That Sour Taste

When I was living in the US, my father, now departed, occasionally visited from Bangladesh. Dividing his time between me and my siblings, he would quickly become restless, ready to return home. This was because he missed the familiar: his paan, fresh Bengali fruits and vegetables, and the people. For my part, I often took him shopping to the grocery store so he could pick and choose different types of food, particularly fruits. During summer, the stores were filled with the sweetness and flavours of peaches, plums, nectarines and strawberries. But I could sense he was missing something.
One day he asked me: “There are many sweet foods here, but people don't appreciate the sour taste, do they?”
Fast forward a dozen years. It has taken me several years of living in Bangladesh to appreciate those words. In the West, sugar and its cousin high fructose corn syrup dominate snacks and non-mealtime offerings for youngsters. Starting with sweetened cereals in the morning, through cookies, soda and chocolate milk during the day and dessert after the meals, there is no escaping sweetness. The sweet tooth stays for life. The sour taste is represented by a small minority including rhubarb pie, sour gelatin candy and cranberries (although cranberry sauce, a Thanksgiving staple, is sweet.)
In contrast, the Bengali tastebud's lifelong attachment to sour starts at a young age. Here it is achar, chotpoti, phuchka and jhalmuri that make the youngster's day. Local fruits such as tetul, aamra, boroi, jolpai, koromcha, chukka (hoilfa), bhubi (lotkon), amloki, bilimbi and kamranga tempt young and old alike.
Our traditional meals often accentuate the sour. When I was growing up in Sylhet, all meals included a side-dish called khatta. This is a soupy sour curry, usually prepared with a sour fruit or vegetable as base. If the season offered no alternative then there was always kochur khatta made from kochu and tetul.
Other than ripe fruits, most other sweet foods we know depend on the refined sugars extracted from sugar cane, corn or beets. I suppose during ancient times sweets were restricted to those who could afford honey, but that changed with the invention of sugar, and, later, corn syrup. The amount of sugar eaten in the West is staggering: the average American consumes about 150 pounds of sugar annually. Most people would shy away from eating ten spoons of sugar, but the same people would not think twice about drinking a can of soda which contains as much sugar.
But developing a taste for the sour has advantages. Sour foods are usually less fattening and contain Vitamin C. Many of them contain antioxidants. Diabetics can partake with confidence.
After returning to live in Bangladesh I have reacquired a taste for the sour. I was assisted by generous doses of salt, rock salt and various spices. So nowadays I look forward to belfoir khatta and my heart misses a beat at the sight of ripe bhubis or green mangoes during monsoon. As for tetul – ah, well, perhaps that's a separate discussion?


## TASK INSTRUCTIONS
Whenever a line carries the word "Assistant", pull it out of the entries.

## GIVEN DATA

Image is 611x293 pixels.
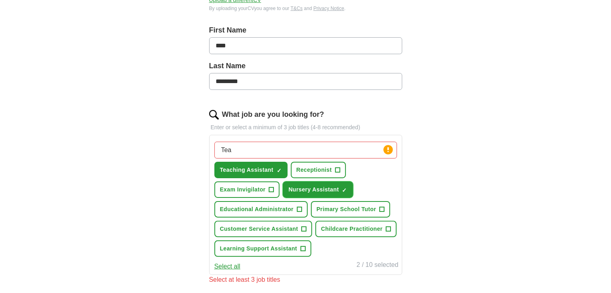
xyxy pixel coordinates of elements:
[342,187,347,194] span: ✓
[209,123,402,132] p: Enter or select a minimum of 3 job titles (4-8 recommended)
[209,110,219,120] img: search.png
[220,186,266,194] span: Exam Invigilator
[222,109,324,120] label: What job are you looking for?
[316,205,376,214] span: Primary School Tutor
[220,166,273,174] span: Teaching Assistant
[288,186,338,194] span: Nursery Assistant
[311,201,390,218] button: Primary School Tutor
[214,182,280,198] button: Exam Invigilator
[315,221,396,238] button: Childcare Practitioner
[209,61,402,72] label: Last Name
[214,162,287,178] button: Teaching Assistant✓
[283,182,353,198] button: Nursery Assistant✓
[220,205,293,214] span: Educational Administrator
[356,260,398,272] div: 2 / 10 selected
[291,162,346,178] button: Receptionist
[321,225,382,234] span: Childcare Practitioner
[313,6,344,11] a: Privacy Notice
[214,201,307,218] button: Educational Administrator
[209,275,402,285] div: Select at least 3 job titles
[214,221,312,238] button: Customer Service Assistant
[214,142,397,159] input: Type a job title and press enter
[214,241,311,257] button: Learning Support Assistant
[209,25,402,36] label: First Name
[214,262,240,272] button: Select all
[220,245,297,253] span: Learning Support Assistant
[209,5,402,12] div: By uploading your CV you agree to our and .
[290,6,302,11] a: T&Cs
[220,225,298,234] span: Customer Service Assistant
[296,166,332,174] span: Receptionist
[277,168,281,174] span: ✓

## ANSWER SPACE
[220,166,273,174] span: Teaching Assistant
[288,186,338,194] span: Nursery Assistant
[214,162,287,178] button: Teaching Assistant✓
[283,182,353,198] button: Nursery Assistant✓
[214,221,312,238] button: Customer Service Assistant
[214,241,311,257] button: Learning Support Assistant
[220,245,297,253] span: Learning Support Assistant
[220,225,298,234] span: Customer Service Assistant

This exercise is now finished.